Content was never that P
important. Sure on a micro level it can matter, but the types of changes we're seeing are macro, not micro, and focusing on content can cause you to lose the forest for the trees. (McLuhan once wrote that the "'content' of a medium is like the juicy piece of meat carried by the burglar to distract the watchdog of the mind.")
The majority of the content
being created is personal. The stuff that sat on VHS cassettes and scrapbooks in years past: Media that wasn’t easily sharable.
The majority of the content
on the web was never created to be monetized. What’s particularly interesting about this explosion in content creation is the different players. Whereas worlds and business models used to be segmented, they all now sit in the same sea of content, competing with one another.

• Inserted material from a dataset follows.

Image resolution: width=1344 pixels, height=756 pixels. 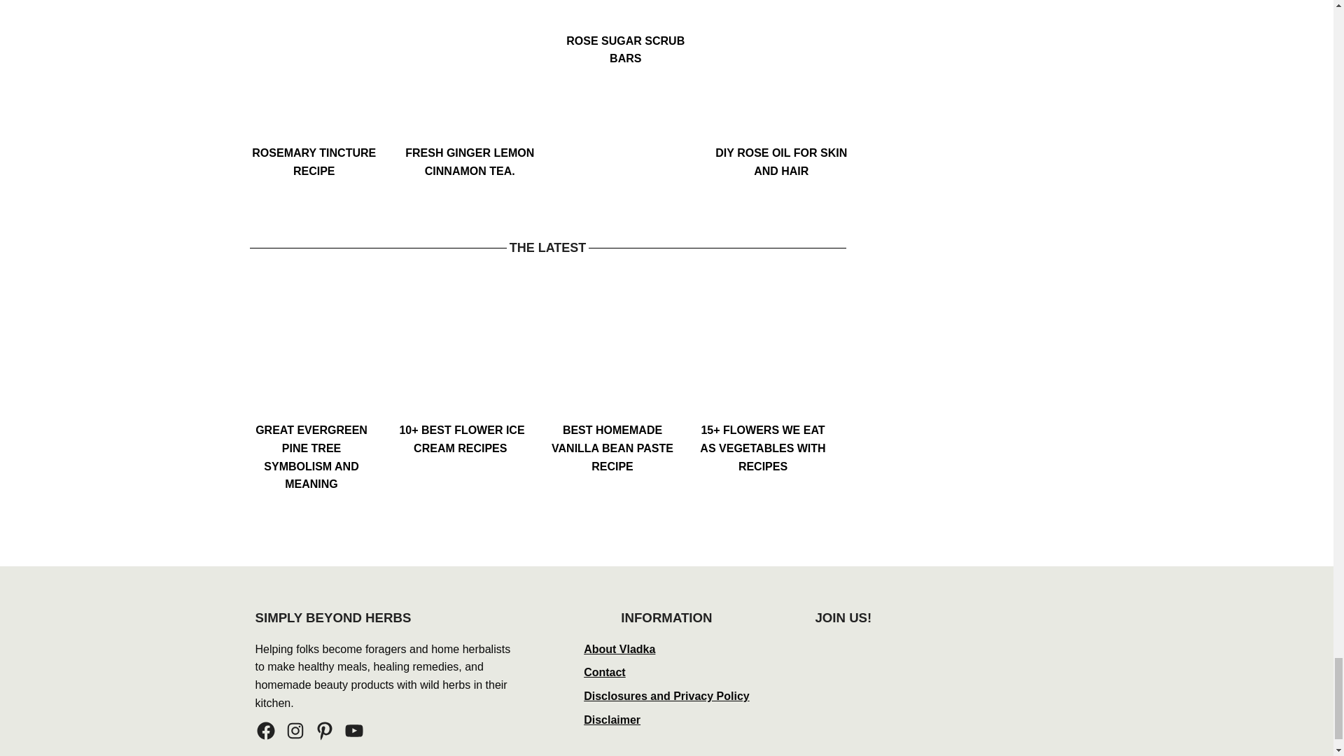 What do you see at coordinates (314, 77) in the screenshot?
I see `Rosemary tincture4` at bounding box center [314, 77].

It’s always dangerous to fight
the guy with nothing to lose. Brands make money differently than media companies and then consumers generally don’t care about making money at all off their content. Things can get messy.
In the past distribution was
one of the most valuable assets. Even above the costs of creating content, distribution kept the regular Joe from getting his word out there.
People are as obsessed with
the O idea of spreading ibpplk an idea as they are with the idea they're spreading.
For the first time the
consumers of the news are also its creators. That unprecedented look has provided them with a newfound fascination with how news moves.
The real content of any
web story is how the story spread. "As more and more Americans become aware of the patterns and forces that shape culture, they begin to develop their own hypotheses about what will spread and what won't. Online with minimal cost or risk, they can test these theories, tweaking different versions of their would-be viral projects and monitoring the results, which in turn feed back into how future projects are made. In viral culture, we are all driven by the ratings, the numbers, the Internet equivalent of the box-office gross." [Bill Wasik, And Then There's This: How Stories Live and Die in Viral Culture]
“In a networked culture, there
is also power in being the person spreading the content.” Danah Boyd. The spreader is a creator, a medium in the vast sea of web content.
Try things and iterate. Face
it, you’re not as good at predicting success as you think you are. It is well-established that things become popular mostly randomly. Sure you can spend against it, but even that isn’t a guarantee.
Stay out of the middle.
This is where content producers are really being squeezed. As The Economist put it, “As sales become ever more concentrated, it is becoming both more urgent and harder to establish a foothold near the top of the market. A book or film that fails to attract a mass audience tumbles quickly into the depressed middle.”
Build on prior success. Too
many brands rebuild their audience for every campaign, spending the same money to reach the same people over and over again. Even if you’re not sure what to do with it yet, you’ve got to recognize the value of building an audience.
Stop focusing on the content.
If I am to leave with one thing I want to leave with McLuhan. "The 'message' of any medium or technology is the change of scale or pace or pattern that it introduces into human affairs." If you want to better understand how things are changing, dig in to the medium, not the content.